Tracking reimbursements for employees
September 25, 2014 8:10 AM   Subscribe

I'm in charge of a tuition reimbursement process in my company-- people give me their approved applications along with their grades and receipts and I calculate the reimbursement and send it along to accounting. Part of this process is keeping tabs on what's being spent on what. Right now, I'm using a massive Excel sheet to do this and it is messy.

I'm looking for programs or systems for tracking. I need is to track information about the employee (name, department, title), how much they are receiving each time they apply for reimbursement, information about their program, and also keep a running total for how much is spent all together. I am not a finance person, so making beautiful, elaborate spreadsheets is beyond me. What I would really like is a database with a profile for each person, where I can see their information and the details for reimbursement, rather than a mega spreadsheet. My inclination/knowledge is toward FileMaker, as I've used that before and it allows customization. I don't have the experience to build a FileMaker database from scratch, though, and it sounds like my company doesn't want to drop the money on a consultant. We have Tableau and PeopleSoft (neither of which I've used) and there is Access 2007, but I'm wondering where to look after Excel.
posted by thefang to Technology (3 answers total) 2 users marked this as a favorite
 
Access will allow you to import the Excel files you have already created. Other databases will allow you to do that, too, but Access should make it pretty easy. Tables will be similar to various tabs on a single spreadsheet.

One suggestion I have for you is that you don't want one table for each employee, for example. What you want is one table that holds the employee info for all employees. It would hold their employeeID number, name, start date and any other pertinent information that applies to the employee and does not change (or rarely changes, like names). EmployeeID numbers should be unique, but if your company does not use them you can assign a unique number when you add anyone to the database.

All other tables will now use that employee number instead of a name. Dealing with names when trying find someone is very annoying when you have names that are often shortened (Michael/Mike, Angela/Angie, etc.). If you want to see all info for just one employee, then you would write a query that joins the employee table with other tables that hold your info. It will join on the EmployeeID column and as you learn about Access queries, it will all make sense.

From your description, you would want another table that has EmployeeID, semester or term, amount requested, amount paid, term start date, and term end date. You would then use a summary query to total up this table by date, employee or total program reimbursement.

When you are first learning Access, just focus on tables and queries. There are other things in Access, but they almost all rely on tables and queries, so you need a good foundation for them.
posted by soelo at 8:29 AM on September 25, 2014 [1 favorite]


Honestly, for something simple, I'd do Access, which looks a lot like other Microsoft programs, and will be much easier to import from.

You'll probably want tables like:

Employee -- includes employee number, name, address, DOB, department
Payment -- amount, date, employee number

The program/reimbursement information depends a bit -- does each person do one program, or do people do many different programs that need reimbursement? Are there lots and lots of programs you can do, or just a handful of them?

I created an Access database for work, in part because it plays so easily with other office software, but it also turns out that people who are reasonably comfortable with Excel and Word are fine using Access and making changes because they understand how it works.
posted by jeather at 9:14 AM on September 25, 2014


If you're stuck on Excel for the moment and don't have the time to create an Access database, it sounds like a pivot table in Excel might give you the quick and dirty solution until you can take the time to create the database.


**TASK REQUIREMENTS**
Write only the number of lines in the entries below that contain the string "Appointment".
=== Begin Enclosure ===
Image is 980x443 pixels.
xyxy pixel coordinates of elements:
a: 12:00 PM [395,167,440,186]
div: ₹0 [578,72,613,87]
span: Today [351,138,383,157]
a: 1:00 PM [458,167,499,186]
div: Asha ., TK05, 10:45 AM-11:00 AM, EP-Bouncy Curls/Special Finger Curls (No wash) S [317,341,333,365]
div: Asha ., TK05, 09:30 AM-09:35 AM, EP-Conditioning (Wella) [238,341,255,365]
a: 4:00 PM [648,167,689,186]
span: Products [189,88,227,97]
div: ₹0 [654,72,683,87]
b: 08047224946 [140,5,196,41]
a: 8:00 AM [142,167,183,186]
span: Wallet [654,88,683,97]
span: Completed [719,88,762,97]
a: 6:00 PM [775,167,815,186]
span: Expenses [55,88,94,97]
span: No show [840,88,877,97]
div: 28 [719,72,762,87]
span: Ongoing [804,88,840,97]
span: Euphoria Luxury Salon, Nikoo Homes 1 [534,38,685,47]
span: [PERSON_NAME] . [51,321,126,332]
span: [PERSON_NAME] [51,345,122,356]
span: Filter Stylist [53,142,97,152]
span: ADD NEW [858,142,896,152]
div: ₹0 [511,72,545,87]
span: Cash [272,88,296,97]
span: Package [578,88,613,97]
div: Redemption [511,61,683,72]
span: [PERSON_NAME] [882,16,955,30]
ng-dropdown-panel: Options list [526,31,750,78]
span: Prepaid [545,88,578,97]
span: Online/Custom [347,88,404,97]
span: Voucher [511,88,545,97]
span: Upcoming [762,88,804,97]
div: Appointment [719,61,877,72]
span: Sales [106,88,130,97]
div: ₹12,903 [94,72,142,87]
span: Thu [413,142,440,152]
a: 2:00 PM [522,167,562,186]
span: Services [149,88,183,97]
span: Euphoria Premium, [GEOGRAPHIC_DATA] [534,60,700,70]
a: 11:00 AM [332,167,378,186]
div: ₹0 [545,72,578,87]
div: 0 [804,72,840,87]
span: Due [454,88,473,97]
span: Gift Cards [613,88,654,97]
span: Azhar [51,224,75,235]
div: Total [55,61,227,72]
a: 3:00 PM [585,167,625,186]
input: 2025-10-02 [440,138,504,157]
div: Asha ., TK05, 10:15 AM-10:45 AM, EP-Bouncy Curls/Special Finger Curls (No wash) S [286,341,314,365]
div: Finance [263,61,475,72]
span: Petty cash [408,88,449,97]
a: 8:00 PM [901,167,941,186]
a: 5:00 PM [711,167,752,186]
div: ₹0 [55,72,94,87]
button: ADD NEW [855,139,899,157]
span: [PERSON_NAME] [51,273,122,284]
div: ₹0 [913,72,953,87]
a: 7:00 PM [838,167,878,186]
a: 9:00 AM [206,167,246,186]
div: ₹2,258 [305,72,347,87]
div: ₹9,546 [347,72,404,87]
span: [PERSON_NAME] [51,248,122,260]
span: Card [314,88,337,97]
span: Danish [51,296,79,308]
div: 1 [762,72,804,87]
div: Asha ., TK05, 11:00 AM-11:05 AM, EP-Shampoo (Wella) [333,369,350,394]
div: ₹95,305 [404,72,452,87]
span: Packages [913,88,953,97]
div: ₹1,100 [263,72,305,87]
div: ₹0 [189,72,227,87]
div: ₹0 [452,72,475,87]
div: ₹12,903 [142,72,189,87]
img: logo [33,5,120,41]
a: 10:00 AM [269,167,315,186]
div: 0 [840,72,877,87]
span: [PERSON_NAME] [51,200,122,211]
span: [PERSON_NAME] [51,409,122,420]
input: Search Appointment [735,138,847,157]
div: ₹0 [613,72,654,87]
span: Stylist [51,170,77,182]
=== End Enclosure ===
**TASK SOLUTION**
2